Back in the early '90s, my husband and I spent almost a year in Wales.
One weekend, some friends took us on a day-trip to Devon, during which we stopped for lunch at the Cott Inn, open since 1320. That's right, in business for going on 700 years.
As you might imagine, the ambience was a little old-fashioned: delightful bubble-paned glass, beam ceilings, dining tables set up in little nooks and crannies, and the kind of enormous, painstakingly prepared lunch that would keep a famished field hand or hungry duke going all day.
I was irresistibly reminded of the Cott Inn last week when a friend and I stepped into the Zinn Bistro. Though it's part of the Ivy Place shopping center, step through the door, take a left and you're in another world.
The beam ceilings are there, as are the various tchotchkes set on shelves, whitewashed walls, wooden banquettes, intimate dining spaces and a most unusual lunch.
When I first looked over the menu, prices seemed a little steep. But that was before the owner brought over a plateful of airy homemade popovers and sweet pastries with tart raspberry butter, and before the waitress brought us little cups of steaming cider, and before our ordered food arrived, also in ample portions.
Take that into account, and the place is a bargain. We had enough leftover pastries to divide up and take home for our families' breakfast the next morning. It was sort of like eating at your mom's house, as she lovingly insists you take all the best leftovers.
Though we ate the pastries first, our actual appetizer was the Thai-avocado egg rolls, a melange of avocado, red onions, seasonal veggies, rice noodles and cilantro rolled and fried. It's served with both earthy cashew tamarind and sweet Asian sauces and tastes comforting and eye-opening fresh.
For lunch, I had the fettuccine with chunks of Gorgonzola cheese, artichoke hearts and pimento. This dish is hard to explain, because to say that it's sour and mellow makes it sound odd. Instead, it's tasty, with the diverse flavors working together to elevate classic Alfredo into something more challenging and more rewarding.
With it, Zinn Bistro offered a simple salad of absolutely dry and fresh baby spinach, tomato, green onion and feta cheese in which the quality of the individual ingredients shone.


Task statement: From the material beneath, pull every line with the word "injury".
******************************
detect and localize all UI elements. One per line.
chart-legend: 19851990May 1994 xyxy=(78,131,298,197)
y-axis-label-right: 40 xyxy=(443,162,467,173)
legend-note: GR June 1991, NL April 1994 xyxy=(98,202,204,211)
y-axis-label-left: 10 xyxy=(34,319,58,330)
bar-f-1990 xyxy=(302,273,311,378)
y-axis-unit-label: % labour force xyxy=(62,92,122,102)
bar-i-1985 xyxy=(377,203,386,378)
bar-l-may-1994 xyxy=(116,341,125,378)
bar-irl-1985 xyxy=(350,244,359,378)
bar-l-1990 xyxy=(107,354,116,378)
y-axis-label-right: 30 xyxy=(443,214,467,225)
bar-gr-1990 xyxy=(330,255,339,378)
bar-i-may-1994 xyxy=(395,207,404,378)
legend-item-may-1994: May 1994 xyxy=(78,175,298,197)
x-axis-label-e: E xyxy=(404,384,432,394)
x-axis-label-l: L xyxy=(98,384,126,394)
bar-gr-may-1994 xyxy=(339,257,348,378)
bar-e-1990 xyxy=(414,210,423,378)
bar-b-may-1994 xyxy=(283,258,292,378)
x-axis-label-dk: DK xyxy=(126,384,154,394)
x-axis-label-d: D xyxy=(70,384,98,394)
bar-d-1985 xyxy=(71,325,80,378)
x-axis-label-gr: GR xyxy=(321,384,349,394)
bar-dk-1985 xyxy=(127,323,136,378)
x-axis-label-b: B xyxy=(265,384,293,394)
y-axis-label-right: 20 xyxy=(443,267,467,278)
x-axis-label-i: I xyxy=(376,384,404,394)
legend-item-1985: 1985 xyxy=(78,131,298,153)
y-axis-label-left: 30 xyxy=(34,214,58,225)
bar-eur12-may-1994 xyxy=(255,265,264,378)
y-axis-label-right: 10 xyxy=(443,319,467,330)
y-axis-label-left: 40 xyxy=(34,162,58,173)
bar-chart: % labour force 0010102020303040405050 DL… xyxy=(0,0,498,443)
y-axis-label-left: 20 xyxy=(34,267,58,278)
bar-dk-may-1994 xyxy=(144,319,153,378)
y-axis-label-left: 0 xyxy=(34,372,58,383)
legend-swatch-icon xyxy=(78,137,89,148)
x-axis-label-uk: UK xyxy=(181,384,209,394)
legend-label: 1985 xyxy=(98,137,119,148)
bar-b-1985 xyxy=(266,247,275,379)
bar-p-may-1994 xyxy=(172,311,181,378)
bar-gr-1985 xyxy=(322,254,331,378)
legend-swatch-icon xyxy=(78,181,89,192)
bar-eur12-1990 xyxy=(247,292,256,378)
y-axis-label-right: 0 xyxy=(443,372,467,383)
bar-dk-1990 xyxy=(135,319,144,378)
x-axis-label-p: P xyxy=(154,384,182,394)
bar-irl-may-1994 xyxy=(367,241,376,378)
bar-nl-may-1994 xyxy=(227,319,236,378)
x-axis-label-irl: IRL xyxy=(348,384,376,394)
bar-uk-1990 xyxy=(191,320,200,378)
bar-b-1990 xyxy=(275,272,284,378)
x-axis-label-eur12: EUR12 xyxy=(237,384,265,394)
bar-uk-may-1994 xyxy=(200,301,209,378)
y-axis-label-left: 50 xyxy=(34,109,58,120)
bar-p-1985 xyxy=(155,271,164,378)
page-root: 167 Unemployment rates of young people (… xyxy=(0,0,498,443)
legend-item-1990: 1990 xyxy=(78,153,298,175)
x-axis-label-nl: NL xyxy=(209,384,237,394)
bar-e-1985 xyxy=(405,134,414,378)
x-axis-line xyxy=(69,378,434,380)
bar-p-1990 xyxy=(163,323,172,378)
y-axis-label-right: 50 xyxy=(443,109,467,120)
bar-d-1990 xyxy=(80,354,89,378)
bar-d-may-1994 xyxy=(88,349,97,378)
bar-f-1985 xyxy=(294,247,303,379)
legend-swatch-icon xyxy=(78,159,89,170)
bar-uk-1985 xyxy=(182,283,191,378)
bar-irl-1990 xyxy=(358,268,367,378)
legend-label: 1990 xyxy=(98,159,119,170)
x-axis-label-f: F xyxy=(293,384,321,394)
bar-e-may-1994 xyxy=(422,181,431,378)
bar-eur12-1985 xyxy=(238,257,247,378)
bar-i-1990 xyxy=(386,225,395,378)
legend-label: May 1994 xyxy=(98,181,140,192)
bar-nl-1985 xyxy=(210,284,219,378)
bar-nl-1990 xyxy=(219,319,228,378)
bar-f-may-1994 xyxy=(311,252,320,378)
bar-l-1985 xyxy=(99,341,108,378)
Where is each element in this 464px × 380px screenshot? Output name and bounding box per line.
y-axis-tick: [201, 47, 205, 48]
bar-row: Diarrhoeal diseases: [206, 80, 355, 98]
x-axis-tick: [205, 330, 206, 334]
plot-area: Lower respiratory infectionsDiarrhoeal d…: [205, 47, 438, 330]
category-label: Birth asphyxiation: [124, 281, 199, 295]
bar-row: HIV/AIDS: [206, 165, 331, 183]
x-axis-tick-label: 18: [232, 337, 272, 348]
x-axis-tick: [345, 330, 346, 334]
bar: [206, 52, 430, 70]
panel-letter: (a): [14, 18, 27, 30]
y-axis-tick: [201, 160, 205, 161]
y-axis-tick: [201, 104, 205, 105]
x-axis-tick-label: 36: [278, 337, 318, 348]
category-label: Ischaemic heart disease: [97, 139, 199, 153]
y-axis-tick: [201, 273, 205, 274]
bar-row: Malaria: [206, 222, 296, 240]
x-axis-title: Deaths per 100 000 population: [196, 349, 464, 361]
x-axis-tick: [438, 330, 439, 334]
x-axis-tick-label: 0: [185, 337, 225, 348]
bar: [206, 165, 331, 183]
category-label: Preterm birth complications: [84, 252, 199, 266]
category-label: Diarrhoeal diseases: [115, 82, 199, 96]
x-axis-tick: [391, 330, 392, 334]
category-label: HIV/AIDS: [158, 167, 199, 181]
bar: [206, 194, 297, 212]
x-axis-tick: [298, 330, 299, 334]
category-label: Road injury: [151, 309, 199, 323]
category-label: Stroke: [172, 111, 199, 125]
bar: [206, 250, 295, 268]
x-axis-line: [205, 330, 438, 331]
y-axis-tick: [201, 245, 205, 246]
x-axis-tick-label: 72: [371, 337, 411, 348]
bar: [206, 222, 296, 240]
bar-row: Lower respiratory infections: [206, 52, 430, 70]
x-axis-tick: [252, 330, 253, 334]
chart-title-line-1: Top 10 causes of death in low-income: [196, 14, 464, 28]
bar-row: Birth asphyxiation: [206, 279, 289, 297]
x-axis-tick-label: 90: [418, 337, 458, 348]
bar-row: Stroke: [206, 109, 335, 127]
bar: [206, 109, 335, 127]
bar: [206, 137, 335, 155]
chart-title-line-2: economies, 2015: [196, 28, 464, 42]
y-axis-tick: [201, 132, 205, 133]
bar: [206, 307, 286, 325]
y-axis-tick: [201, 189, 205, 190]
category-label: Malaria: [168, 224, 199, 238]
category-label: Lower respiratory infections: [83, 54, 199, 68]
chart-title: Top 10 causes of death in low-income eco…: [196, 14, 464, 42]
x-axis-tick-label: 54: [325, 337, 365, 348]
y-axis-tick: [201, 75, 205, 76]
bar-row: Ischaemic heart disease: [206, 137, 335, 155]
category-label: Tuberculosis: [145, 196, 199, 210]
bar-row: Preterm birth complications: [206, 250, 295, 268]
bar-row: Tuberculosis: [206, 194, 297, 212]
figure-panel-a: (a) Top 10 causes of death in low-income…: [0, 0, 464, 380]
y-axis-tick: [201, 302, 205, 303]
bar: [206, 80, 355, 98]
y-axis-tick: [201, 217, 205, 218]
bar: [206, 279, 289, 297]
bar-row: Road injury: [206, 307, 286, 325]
******************************
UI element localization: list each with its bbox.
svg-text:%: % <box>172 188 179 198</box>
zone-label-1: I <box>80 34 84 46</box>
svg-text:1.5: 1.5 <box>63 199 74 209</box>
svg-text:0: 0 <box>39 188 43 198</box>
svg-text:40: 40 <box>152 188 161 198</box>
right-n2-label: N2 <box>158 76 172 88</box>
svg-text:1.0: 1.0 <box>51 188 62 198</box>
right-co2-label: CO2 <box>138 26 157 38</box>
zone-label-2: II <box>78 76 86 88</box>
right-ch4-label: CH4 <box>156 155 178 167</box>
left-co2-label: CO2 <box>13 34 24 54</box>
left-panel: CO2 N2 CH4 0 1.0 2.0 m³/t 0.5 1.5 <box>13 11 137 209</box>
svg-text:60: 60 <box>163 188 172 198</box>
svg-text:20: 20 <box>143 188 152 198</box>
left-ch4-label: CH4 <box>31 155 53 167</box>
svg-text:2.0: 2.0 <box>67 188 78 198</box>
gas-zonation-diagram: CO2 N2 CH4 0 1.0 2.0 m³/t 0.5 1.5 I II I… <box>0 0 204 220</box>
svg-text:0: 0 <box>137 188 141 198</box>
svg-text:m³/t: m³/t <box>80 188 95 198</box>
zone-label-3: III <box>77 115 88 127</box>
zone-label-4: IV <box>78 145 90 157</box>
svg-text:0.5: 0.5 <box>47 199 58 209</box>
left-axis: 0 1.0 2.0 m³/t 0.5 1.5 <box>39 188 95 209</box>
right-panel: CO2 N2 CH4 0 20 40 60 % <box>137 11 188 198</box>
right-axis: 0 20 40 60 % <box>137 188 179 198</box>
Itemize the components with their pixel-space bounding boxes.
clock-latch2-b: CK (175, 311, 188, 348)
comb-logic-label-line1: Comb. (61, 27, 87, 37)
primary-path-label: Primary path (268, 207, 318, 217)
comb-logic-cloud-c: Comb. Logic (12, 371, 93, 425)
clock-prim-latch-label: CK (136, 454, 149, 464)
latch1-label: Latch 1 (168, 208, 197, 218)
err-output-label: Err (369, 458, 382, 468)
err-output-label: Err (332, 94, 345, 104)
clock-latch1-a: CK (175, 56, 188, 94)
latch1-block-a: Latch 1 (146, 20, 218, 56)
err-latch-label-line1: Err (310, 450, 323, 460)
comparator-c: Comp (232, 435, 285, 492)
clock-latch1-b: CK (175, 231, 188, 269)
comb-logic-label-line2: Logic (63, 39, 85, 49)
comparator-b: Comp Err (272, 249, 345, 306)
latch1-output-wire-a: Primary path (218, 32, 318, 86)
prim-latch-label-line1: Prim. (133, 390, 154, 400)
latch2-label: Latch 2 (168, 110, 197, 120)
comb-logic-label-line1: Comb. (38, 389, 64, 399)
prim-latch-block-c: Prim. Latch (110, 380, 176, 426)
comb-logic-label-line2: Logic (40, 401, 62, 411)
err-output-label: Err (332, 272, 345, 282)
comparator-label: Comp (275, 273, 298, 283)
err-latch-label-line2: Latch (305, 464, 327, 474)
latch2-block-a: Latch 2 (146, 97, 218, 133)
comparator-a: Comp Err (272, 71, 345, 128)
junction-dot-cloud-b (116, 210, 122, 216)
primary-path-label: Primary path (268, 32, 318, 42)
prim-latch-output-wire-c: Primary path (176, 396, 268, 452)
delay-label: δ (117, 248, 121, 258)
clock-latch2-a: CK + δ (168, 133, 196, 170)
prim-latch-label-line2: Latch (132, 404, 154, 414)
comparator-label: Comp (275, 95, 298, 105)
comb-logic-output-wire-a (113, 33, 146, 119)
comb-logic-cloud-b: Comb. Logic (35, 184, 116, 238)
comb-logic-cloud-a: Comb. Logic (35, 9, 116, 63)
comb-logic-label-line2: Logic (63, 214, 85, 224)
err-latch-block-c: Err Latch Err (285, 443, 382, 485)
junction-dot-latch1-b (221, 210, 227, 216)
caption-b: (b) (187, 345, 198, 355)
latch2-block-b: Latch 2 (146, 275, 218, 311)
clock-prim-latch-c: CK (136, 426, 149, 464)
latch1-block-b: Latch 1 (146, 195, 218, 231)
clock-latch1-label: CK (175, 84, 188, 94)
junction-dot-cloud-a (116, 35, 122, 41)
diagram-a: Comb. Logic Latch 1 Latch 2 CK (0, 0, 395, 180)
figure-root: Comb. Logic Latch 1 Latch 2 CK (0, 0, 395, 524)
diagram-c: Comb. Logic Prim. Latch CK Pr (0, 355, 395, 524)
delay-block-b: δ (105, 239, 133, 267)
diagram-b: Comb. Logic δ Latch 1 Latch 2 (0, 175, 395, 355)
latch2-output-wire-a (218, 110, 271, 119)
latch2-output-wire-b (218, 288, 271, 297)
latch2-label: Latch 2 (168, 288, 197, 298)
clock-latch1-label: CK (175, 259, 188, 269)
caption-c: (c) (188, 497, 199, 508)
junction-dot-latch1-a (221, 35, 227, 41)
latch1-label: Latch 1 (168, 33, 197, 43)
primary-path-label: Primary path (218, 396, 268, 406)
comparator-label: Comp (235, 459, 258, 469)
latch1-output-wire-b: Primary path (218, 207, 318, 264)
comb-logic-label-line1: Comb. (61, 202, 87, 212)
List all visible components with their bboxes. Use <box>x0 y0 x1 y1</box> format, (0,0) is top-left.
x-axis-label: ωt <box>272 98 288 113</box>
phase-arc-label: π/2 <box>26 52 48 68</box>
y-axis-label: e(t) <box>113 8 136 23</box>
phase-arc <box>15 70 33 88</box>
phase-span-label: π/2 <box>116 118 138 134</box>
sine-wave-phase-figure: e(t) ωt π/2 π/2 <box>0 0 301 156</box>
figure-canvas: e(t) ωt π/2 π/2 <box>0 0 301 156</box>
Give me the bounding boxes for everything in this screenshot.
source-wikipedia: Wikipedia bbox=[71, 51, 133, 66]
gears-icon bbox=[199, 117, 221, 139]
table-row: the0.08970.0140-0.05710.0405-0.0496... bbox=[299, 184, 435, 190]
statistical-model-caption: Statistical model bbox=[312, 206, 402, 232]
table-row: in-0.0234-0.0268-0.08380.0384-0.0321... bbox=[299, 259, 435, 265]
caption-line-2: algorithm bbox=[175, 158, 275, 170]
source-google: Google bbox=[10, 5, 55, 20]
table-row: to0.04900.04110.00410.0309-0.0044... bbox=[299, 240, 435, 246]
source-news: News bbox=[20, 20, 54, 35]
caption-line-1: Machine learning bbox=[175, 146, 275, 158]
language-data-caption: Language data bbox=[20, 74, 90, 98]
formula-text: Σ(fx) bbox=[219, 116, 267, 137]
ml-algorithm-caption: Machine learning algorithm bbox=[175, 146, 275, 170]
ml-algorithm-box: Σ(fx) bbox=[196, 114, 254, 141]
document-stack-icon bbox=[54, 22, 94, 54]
******************************
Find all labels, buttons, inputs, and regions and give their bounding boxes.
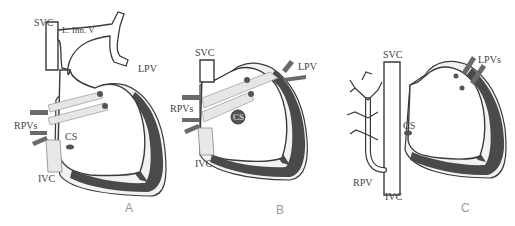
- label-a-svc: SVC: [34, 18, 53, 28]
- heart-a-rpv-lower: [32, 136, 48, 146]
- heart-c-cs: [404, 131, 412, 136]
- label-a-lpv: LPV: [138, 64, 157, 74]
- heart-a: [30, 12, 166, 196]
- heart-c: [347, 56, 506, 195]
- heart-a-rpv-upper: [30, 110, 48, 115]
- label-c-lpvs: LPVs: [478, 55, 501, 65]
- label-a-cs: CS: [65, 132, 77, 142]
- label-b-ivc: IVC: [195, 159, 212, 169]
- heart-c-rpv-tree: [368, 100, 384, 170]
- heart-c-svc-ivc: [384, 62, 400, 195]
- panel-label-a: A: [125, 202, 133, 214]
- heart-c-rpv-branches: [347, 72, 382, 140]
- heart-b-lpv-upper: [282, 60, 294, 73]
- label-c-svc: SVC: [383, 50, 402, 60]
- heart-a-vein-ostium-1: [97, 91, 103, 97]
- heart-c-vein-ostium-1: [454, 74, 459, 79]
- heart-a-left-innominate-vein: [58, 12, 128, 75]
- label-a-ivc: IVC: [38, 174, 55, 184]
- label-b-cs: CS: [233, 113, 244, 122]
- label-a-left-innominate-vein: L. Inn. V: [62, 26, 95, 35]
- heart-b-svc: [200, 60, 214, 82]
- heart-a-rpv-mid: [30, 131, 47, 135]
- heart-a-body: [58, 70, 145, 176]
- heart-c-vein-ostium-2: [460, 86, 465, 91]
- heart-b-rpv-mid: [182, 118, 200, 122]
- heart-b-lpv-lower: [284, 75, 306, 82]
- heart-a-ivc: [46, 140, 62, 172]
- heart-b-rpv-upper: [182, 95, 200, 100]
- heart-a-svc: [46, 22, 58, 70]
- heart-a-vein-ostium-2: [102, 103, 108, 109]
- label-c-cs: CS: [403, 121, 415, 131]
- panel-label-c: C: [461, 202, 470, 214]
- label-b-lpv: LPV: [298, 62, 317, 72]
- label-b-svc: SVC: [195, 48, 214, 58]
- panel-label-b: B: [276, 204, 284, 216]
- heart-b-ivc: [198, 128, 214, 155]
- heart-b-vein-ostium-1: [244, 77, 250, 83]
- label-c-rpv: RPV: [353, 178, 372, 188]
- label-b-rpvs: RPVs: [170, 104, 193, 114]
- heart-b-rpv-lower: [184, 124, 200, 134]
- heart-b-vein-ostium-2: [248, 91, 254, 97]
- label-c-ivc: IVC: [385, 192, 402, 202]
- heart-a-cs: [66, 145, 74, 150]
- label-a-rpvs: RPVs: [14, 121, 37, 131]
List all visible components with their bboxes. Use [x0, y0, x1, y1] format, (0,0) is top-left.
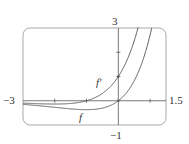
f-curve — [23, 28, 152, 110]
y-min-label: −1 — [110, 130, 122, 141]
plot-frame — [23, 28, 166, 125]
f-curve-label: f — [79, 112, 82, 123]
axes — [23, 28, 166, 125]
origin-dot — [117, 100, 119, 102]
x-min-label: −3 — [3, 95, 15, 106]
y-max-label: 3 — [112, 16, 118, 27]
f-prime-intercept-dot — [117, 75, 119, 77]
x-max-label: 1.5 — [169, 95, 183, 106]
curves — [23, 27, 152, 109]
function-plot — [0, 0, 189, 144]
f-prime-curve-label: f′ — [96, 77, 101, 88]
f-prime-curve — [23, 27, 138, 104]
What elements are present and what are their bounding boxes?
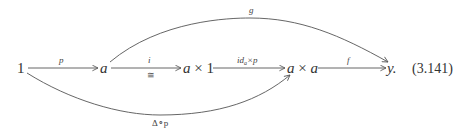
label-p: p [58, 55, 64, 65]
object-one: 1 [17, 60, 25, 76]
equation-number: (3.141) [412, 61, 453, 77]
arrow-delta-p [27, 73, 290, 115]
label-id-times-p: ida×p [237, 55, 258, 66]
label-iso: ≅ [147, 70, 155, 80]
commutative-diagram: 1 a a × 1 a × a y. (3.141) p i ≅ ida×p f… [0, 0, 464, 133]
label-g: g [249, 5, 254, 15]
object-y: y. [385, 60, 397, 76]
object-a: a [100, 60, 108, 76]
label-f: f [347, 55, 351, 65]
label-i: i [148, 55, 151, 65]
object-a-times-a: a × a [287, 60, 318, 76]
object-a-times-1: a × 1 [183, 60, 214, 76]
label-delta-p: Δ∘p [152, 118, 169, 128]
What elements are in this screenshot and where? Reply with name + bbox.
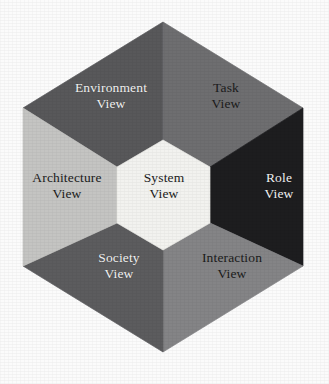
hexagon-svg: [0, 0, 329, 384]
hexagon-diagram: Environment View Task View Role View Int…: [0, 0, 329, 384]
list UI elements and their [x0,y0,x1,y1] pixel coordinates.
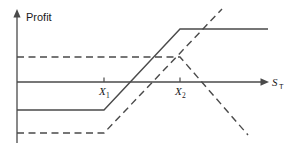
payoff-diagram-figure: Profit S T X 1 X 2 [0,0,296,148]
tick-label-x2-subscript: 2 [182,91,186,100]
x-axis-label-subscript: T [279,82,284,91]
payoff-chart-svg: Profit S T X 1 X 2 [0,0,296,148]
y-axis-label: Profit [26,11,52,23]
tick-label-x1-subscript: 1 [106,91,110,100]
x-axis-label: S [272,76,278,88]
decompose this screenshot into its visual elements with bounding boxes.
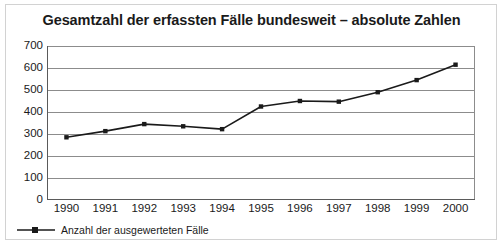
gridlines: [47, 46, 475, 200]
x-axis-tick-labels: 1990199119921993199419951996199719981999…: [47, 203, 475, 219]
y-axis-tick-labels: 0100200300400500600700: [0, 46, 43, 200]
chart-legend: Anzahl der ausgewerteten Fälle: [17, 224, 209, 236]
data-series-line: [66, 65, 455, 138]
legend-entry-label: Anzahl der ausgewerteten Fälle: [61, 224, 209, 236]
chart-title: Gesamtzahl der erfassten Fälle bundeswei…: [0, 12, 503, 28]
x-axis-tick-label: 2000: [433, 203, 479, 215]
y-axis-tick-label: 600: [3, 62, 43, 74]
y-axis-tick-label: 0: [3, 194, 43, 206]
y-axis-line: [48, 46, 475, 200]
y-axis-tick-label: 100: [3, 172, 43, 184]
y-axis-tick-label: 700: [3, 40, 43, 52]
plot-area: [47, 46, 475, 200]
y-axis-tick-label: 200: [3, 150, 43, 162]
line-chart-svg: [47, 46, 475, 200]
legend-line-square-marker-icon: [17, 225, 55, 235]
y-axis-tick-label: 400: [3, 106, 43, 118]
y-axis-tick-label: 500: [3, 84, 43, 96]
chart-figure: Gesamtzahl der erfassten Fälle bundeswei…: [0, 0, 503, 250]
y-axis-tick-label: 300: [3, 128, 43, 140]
******************************
Solution to this problem:
category-label: Road injury: [151, 309, 199, 323]
bar-row: Road injury: [206, 307, 286, 325]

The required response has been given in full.